Stradivarius 1696 Cello “Lord Aylesford”
© Kirill Bashkirov
Born in Madrid in 1991, Pablo Ferrández began studying music with his parents at three. He then continued his studies under María de Macedo and Asier Polo. At thirteen, he was granted admission to the Queen Sofía College of Music in Madrid where he studied under Natalia Shakhovskaya. He currently studies under Frans Helmerson at Kronberg Academy in Germany. He is the first prize winner of the 2008 Liezen International Cello Competition. In 2013, he received the second prize at the International Paulo Cello Competition and the Edmond de Rothschild prize at Sommets Musicaux de Gstaad. Also, he was the prize winner at the Tchaikovsky Competition in 2015. He has performed with notable orchestras including the Mariinsky Theatre Orchestra under Valery Gergiev, the Orquesta Nacional de España, the St. Petersburg Philharmonic Orchestra and the Helsinki Philharmonic Orchestra. Both as a soloist and a chamber musician, he is regularly invited to international music festivals such as the Rheingau, the Verbier, the Casals, the Spivakov, the Santander and the Kronberg. He also frequently performs with Anne-Sophie Mutter and Mutter's Virtuosi, and in March 2017, he performed Brahms' Double Concerto with her and the London Philharmonic Orchestra.

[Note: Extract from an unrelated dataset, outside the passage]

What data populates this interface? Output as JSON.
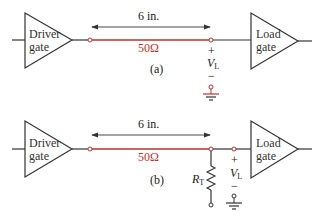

Guarneri del Gesu 1740 Violin "Ysaye"
© Marco Borggreve
Sergey Khachatryan was born into a musical family in Armenia in 1985. He studied with Josef Rissin at the Karlsruhe Music Academy in Germany. He won the first prize at the 2000 International Sibelius Competition at fifteen as the youngest ever winner in the history of the competition. He is also the Grand Prize winner of the 2005 Queen Elisabeth International Music Competition in Belgium. He has performed with the world's leading orchestras such as the Royal Concertgebouw Orchestra, the Berlin Philharmonic, the Mariinsky Theatre Orchestra, the Philadelphia Orchestra, the Munich Philharmonic, the New York Philharmonic, the Los Angeles Philharmonic and all major orchestras in London. With his pianist sister Lusine Khachatryan, he has performed recitals at renowned halls including Wigmore Hall, Theatre des Champs Elysees, Palais des Beaux Arts and Carnegie Hall. In 2014, he received the Credit Suisse Young Artist Award and awarded a performance of Beethoven's Violin Concerto with the Vienna Philharmonic conducted by Gustavo Dudamel at the Lucerne Festival. His CD albums including the most recent album "My Armenia" released in December 2015 have been highly praised by the world's major music magazines and press.